Activity: Output exactly, please, the lines of the records below from the one containing "Image resolution: width=1828" through the final line.

Given data:
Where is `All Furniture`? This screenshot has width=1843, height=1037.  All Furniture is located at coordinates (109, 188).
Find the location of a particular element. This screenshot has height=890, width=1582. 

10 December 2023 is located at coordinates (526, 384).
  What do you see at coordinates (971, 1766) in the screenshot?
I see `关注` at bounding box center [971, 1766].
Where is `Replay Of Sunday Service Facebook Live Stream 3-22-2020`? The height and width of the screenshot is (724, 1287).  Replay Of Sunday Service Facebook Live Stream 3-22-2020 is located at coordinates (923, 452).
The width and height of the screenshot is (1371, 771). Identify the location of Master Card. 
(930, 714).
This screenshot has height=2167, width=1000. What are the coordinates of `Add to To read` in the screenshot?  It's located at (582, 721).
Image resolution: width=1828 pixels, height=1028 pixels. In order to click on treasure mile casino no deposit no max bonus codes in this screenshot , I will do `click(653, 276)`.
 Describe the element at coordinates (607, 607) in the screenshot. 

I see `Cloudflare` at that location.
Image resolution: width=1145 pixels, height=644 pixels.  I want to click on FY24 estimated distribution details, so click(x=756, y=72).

Output for this task:
Image resolution: width=1828 pixels, height=1028 pixels. In order to click on treasure mile casino no deposit no max bonus codes in this screenshot , I will do `click(653, 276)`.
 Describe the element at coordinates (607, 607) in the screenshot. 

I see `Cloudflare` at that location.
Image resolution: width=1145 pixels, height=644 pixels.  I want to click on FY24 estimated distribution details, so click(x=756, y=72).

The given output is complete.